Ultimately, says Evan Hanlon, global chief product officer at GroupM’s media agency Essence Global, companies like Google and other walled gardens with consent-based connections to users don’t need to develop a truly universal identity standard. “There’s no incentive for them to build a common currency,” says Hanlon.

Meanwhile, whatever Google and others settle on for tracking in the open web, some question whether it would be accepted by Apple’s Safari browser. Privacy-centric Apple, which already killed off cookies in Safari and effectively disabled its mobile ad identifier, has largely been absent from the ad industry’s identity efforts.

More control for Google?

It’s the ad tech intermediaries and publishers – the types of companies that have built their businesses on third-party cookie data sharing – that really have to worry about agreement on an ID standard. So, ad tech firms including Criteo, Lotame and The Trade Desk have developed their own universal identity methods.

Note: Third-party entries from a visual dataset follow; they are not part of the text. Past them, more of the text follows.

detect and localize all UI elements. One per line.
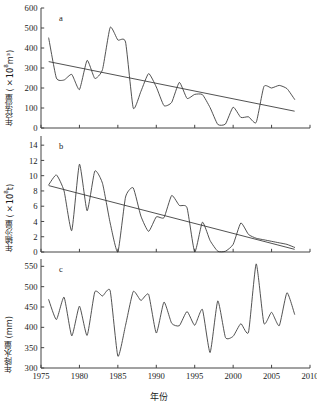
y-tick-label: 350: [25, 343, 38, 353]
y-tick-label: 400: [25, 322, 38, 332]
data-series-line: [49, 27, 295, 125]
panel-a-y-axis-label: 年径流量 (×108m³): [3, 14, 16, 126]
panel-c: 年降水量 (mm) 300350400450500550197519801985…: [0, 255, 317, 380]
panel-letter: b: [59, 141, 63, 151]
y-tick-label: 6: [33, 201, 38, 211]
y-tick-label: 4: [33, 217, 38, 227]
y-tick-label: 500: [25, 23, 38, 33]
y-tick-label: 12: [29, 156, 38, 166]
y-tick-label: 600: [25, 3, 38, 13]
x-tick-label: 2000: [225, 371, 242, 380]
y-tick-label: 300: [25, 63, 38, 73]
panel-b-plot: 02468101214b: [0, 130, 317, 260]
y-tick-label: 10: [29, 171, 38, 181]
panel-a: 年径流量 (×108m³) 0100200300400500600a: [0, 0, 317, 136]
x-tick-label: 2005: [263, 371, 280, 380]
panel-c-plot: 3003504004505005501975198019851990199520…: [0, 255, 317, 380]
x-tick-label: 1985: [109, 371, 126, 380]
x-axis-label: 年份: [0, 390, 317, 403]
x-tick-label: 1990: [148, 371, 165, 380]
trend-line: [49, 62, 295, 112]
y-tick-label: 200: [25, 83, 38, 93]
figure-container: 年径流量 (×108m³) 0100200300400500600a 年输沙量 …: [0, 0, 317, 409]
panel-letter: a: [59, 13, 63, 23]
data-series-line: [49, 264, 295, 357]
y-tick-label: 450: [25, 302, 38, 312]
data-series-line: [49, 164, 295, 252]
y-tick-label: 8: [33, 186, 37, 196]
y-tick-label: 550: [25, 261, 38, 271]
y-tick-label: 100: [25, 103, 38, 113]
panel-letter: c: [59, 264, 63, 274]
y-tick-label: 400: [25, 43, 38, 53]
x-tick-label: 1980: [71, 371, 88, 380]
x-tick-label: 2010: [301, 371, 317, 380]
x-tick-label: 1975: [32, 371, 49, 380]
y-tick-label: 14: [29, 140, 38, 150]
panel-b-y-axis-label: 年输沙量 (×108t): [3, 148, 16, 252]
panel-a-plot: 0100200300400500600a: [0, 0, 317, 136]
x-tick-label: 1995: [186, 371, 203, 380]
y-tick-label: 500: [25, 282, 38, 292]
panel-b: 年输沙量 (×108t) 02468101214b: [0, 130, 317, 260]
y-tick-label: 2: [33, 232, 37, 242]
panel-c-y-axis-label: 年降水量 (mm): [3, 277, 15, 373]
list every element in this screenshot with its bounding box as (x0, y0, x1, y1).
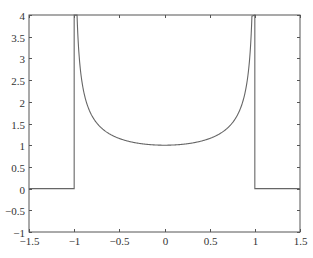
axes-frame (29, 15, 300, 232)
y-tick-label: 2 (20, 97, 26, 109)
plot-area (29, 15, 300, 189)
x-tick-label: 0.5 (204, 235, 218, 247)
y-tick-label: −1 (13, 227, 25, 239)
x-tick-label: −0.5 (110, 235, 130, 247)
y-tick-label: 1 (20, 140, 26, 152)
axes-box (29, 15, 300, 232)
x-tick-label: 1 (253, 235, 259, 247)
x-axis-tick-labels: −1.5−1−0.500.511.5 (20, 235, 308, 247)
tick-marks (29, 15, 301, 233)
y-tick-label: 0 (20, 184, 26, 196)
x-tick-label: −1 (69, 235, 81, 247)
line-chart: −1.5−1−0.500.511.5 −1−0.500.511.522.533.… (0, 0, 313, 258)
y-axis-tick-labels: −1−0.500.511.522.533.54 (5, 10, 25, 239)
y-tick-label: 3 (20, 53, 26, 65)
y-tick-label: 1.5 (11, 119, 25, 131)
y-tick-label: −0.5 (5, 205, 25, 217)
y-tick-label: 2.5 (11, 75, 25, 87)
y-tick-label: 4 (20, 10, 26, 22)
series-line (29, 15, 300, 189)
y-tick-label: 3.5 (11, 32, 25, 44)
x-tick-label: 0 (163, 235, 169, 247)
y-tick-label: 0.5 (11, 162, 25, 174)
x-tick-label: 1.5 (294, 235, 308, 247)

And some of them worry Google will come out even more dominant as a result of the shift away from cookies.

Before ad tech firm Lotame unveiled its own universal identity product for the open Web in October, the firm’s chief operating officer Mike Woosley wrote that Google’s Privacy Sandbox “will further entrench Google as arbiter; it will extinguish a number of industry players; and it gives the hapless consumer little control.”

Ad tech firm Criteo, which has introduced its own identity approaches, has also expressed concern about Google or other browsers controlling the future of cookieless identity. Pushing industry to fight for an independent identity gatekeeper, the company’s chief technology officer Diarmuid Gill wrote in September, “Today, browsers are proposing a one-sided view of privacy based on their worldview, rather than any cross-industry approach.”

A 2019 report from UK identity tech firm ID5 quantified the concern. It found 89% of ad tech professionals and publishers felt dominance from walled gardens like Google was a major threat to their business.

Will Google gain more control? “If you’re an ad tech provider that doesn’t have direct relationships with publishers or advertisers, you’re definitely going to have that opinion,” says Nii Ahene, chief strategy officer at Tinuiti, which helps performance marketers and e-commerce brands manage and measure media spend on Amazon, Google, Facebook and programmatic platforms.

Ahene says, in the end, advertisers that have their own customer data will be able to measure conversions with or without cookies. “If you’re an advertiser and you know this is the 100,000 e-mails you know you targeted, and then a week later you look at your checkouts which also have emails and addresses and phone numbers, you can determine which took action.”